FSU on track with high speed LambdaRail network

This is not your father’s Internet.

The Florida LambdaRail Network, a next-generation Internet that is faster than any other education-based network in the Southeast and is among the top in the nation in speed and capacity, is now operating at Florida State University and nine other universities in the state.

FSU was a leader in establishing the network, which can move information at speeds of 10 gigabits per second and has space for a total of 32 10-gigabit networks, or channels. It has 100 times more capacity than what was available to the universities previously—capacity that they will be able to purchase at a fraction of the current cost.

"This gives us a networking speed we could not even dream about just three years ago," said Larry Conrad, chair of the Florida LambdaRail Board and associate vice president and chief information officer at FSU. "Before, it would have taken days to download multiple terabyte files. Now it will take a few hours."

Whether probing elemental particles, cataloging images or sharing climate data, more and more scientists rely on massive data vaults located at universities and institutions around the world.

"The LambdaRail conquers space," said FSU Vice President for Research Kirby Kemper. "Collaboration between people widely separated by distance becomes as easy as working with someone just down the hall. Data files previously too huge to send across the Internet will flow as easily as e-mail from one desktop to another."

Kemper said many FSU researchers are involved in projects that involve sending large volumes of data over the Internet. FSU’s participation in the LambdaRail is crucial to the success of the projects. For example:

  • Assistant Scholar Jeffrey McDonald in the physics department is one of 1,900 scientists from 36 countries involved in the Compact Muon Solenoid (CMS) experiment, one of the largest international scientific collaborations in history.

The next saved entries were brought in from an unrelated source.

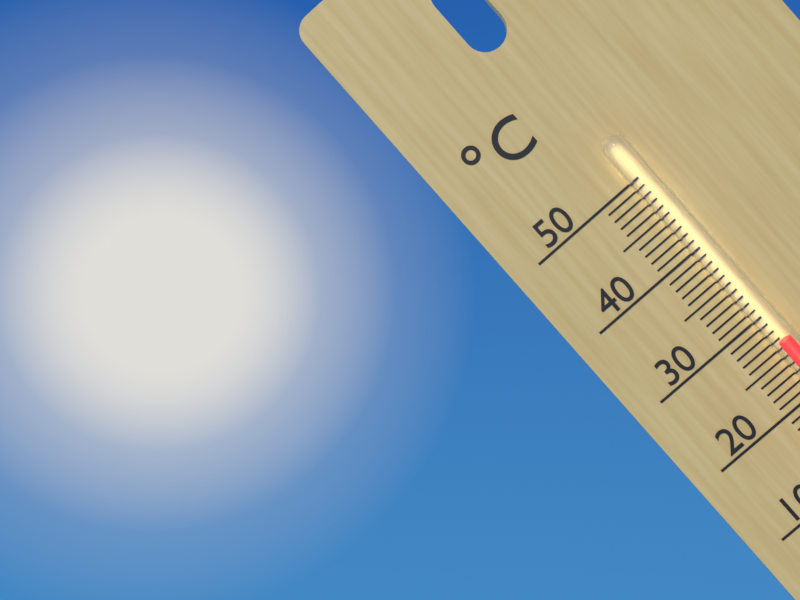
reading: 27 °C
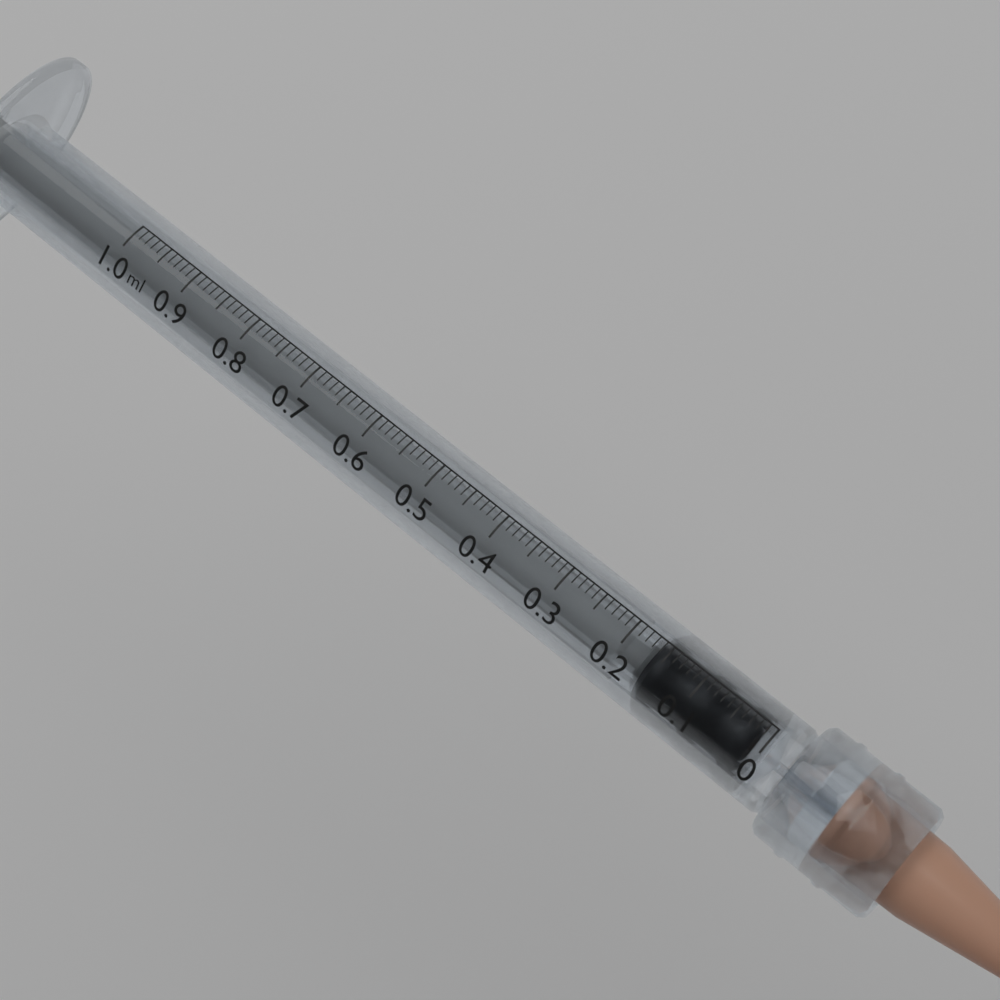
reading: 0.01 ml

The experiment, which is designed to help scientists understand some of the most basic properties of matter, will generate an enormous amount of data: During one second of CMS running, a data volume equivalent to 10,000 Encyclopaedia Brittanica is recorded.
  • Computer Science Professor Greg Riccardi is involved with the MorphBank database, a joint project of FSU’s School of Computational Science, the College of Information and the biology and computer science departments. The database contains thousands of high-resolution photographs and other images of plant and animal specimens. Thanks to a National Science Foundation grant, the scope of the project and the number of images that must be moved across the FSU network connections will increase in order to store hundreds of thousands of images submitted by researchers from all over the world.

Florida LambdaRail is part of the National LambdaRail, an initiative to create a national high-speed information infrastructure for research universities and technology companies. Similar regional optical networks are under way or have been completed in other states—but Florida’s network is the only one fully created, funded and controlled by a group of universities, according to Conrad, who was one of the founders of FLR.

"This puts us on equal footing with the best research institutions in the nation," he said. "It levels the playing field for our faculty in competing for grants because funding agents know that we have the fastest research network connectivity available."

Besides FSU, the private and public universities in the FLR consortium are the University of Florida, Florida Atlantic University, Florida Institute of Technology, Florida International University, Nova Southeastern University, the University of Central Florida, the University of Miami, the University of West Florida and the University of North Florida.

The network relies on so-called dark fiber, existing buried fiber optic cable, to connect the universities. Strategic partners include Cisco Systems, which provided high-speed optical electronics, routers and other equipment and Level3 Communications and FiberCo, an Internet2 fiber holding company. FiberCo facilitated FLR’s purchase of 1,540 route miles from Level3 Communications.